My wife and I recently had a discussion about what the younger generation will do in, say 2030, when they look back and realize all the moments of their lives are forever captured by YouTube, Facebook, Twitter and whatever arises as the next can’t-keep-away-from-it-must-update technologies du jour. (We also spoke about their ultimate realization of ‘Why did I ever get these tattoos?’ – but that’s another story.)
I’ve decided, however, we’re being unfair to the youth of today – what with adults already setting such embarrassing examples. Take Rick Sanchez who was fired by CNN on October 1st for inappropriate comments about his bosses at CNN and Comedy Central’s Jon Stewart. Sanchez violated the first rule my mother taught me in high school: “In everything you do, act like there is a camera on your shoulder for all the world to see it.” (Keep in mind that was 35 years ago.) How a professional journalist could allow himself to speak such controversial things is mindboggling. Those few sentences Sanchez said on satellite radio will follow him forever.

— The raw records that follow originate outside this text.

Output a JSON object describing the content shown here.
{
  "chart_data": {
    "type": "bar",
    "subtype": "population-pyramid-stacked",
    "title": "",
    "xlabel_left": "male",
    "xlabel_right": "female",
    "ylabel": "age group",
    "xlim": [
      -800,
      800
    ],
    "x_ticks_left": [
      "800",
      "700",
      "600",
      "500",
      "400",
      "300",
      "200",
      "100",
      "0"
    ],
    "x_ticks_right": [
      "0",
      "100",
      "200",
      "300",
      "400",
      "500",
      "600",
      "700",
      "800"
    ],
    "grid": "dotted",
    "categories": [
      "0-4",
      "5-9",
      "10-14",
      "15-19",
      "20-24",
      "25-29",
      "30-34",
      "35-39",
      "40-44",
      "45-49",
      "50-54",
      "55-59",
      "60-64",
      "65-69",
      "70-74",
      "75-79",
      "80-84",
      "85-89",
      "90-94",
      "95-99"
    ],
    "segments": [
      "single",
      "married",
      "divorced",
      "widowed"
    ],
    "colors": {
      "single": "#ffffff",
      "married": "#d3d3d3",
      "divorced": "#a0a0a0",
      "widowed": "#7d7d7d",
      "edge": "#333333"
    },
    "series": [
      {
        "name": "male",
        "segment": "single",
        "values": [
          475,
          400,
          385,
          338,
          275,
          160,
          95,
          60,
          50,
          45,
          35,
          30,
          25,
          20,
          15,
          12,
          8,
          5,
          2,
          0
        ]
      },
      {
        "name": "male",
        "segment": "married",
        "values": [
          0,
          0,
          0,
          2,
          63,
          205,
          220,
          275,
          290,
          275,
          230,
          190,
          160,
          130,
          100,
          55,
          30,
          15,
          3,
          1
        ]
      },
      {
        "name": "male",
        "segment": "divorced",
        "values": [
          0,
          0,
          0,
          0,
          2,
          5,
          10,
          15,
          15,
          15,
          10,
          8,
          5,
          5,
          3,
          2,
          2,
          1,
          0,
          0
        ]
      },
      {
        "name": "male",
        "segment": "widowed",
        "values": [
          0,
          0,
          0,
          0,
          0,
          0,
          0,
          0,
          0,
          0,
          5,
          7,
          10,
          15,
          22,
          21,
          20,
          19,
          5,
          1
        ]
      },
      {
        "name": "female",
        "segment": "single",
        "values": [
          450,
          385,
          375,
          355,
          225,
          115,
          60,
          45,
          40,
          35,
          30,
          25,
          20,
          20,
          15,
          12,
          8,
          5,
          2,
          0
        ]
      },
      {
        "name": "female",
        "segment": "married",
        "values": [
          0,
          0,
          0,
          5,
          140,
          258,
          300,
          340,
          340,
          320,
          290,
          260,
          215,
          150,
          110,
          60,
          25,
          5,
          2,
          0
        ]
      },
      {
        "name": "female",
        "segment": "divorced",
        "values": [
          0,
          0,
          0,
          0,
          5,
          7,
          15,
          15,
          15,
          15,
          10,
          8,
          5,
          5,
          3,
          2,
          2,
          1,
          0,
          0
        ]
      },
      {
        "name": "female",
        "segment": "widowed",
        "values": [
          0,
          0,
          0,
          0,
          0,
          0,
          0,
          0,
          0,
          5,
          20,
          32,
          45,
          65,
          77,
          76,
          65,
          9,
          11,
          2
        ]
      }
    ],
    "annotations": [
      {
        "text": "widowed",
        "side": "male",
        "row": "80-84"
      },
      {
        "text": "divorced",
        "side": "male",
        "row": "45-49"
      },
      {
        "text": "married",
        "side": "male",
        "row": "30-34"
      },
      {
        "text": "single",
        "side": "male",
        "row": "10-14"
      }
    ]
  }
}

An episode of ABC’s Modern Family addressed this topic just two weeks ago when Claire Dunphy confessed to her daughter that she wasn’t as pure and wholesome a teenager as she tried to make her children think. Regardless of whether you’re in high school, college or already in the working world, keep in mind what you say and do is subject to someone else discovering it. There are no secrets anymore. Think about that before you post something that might not reflect positively on you down the road.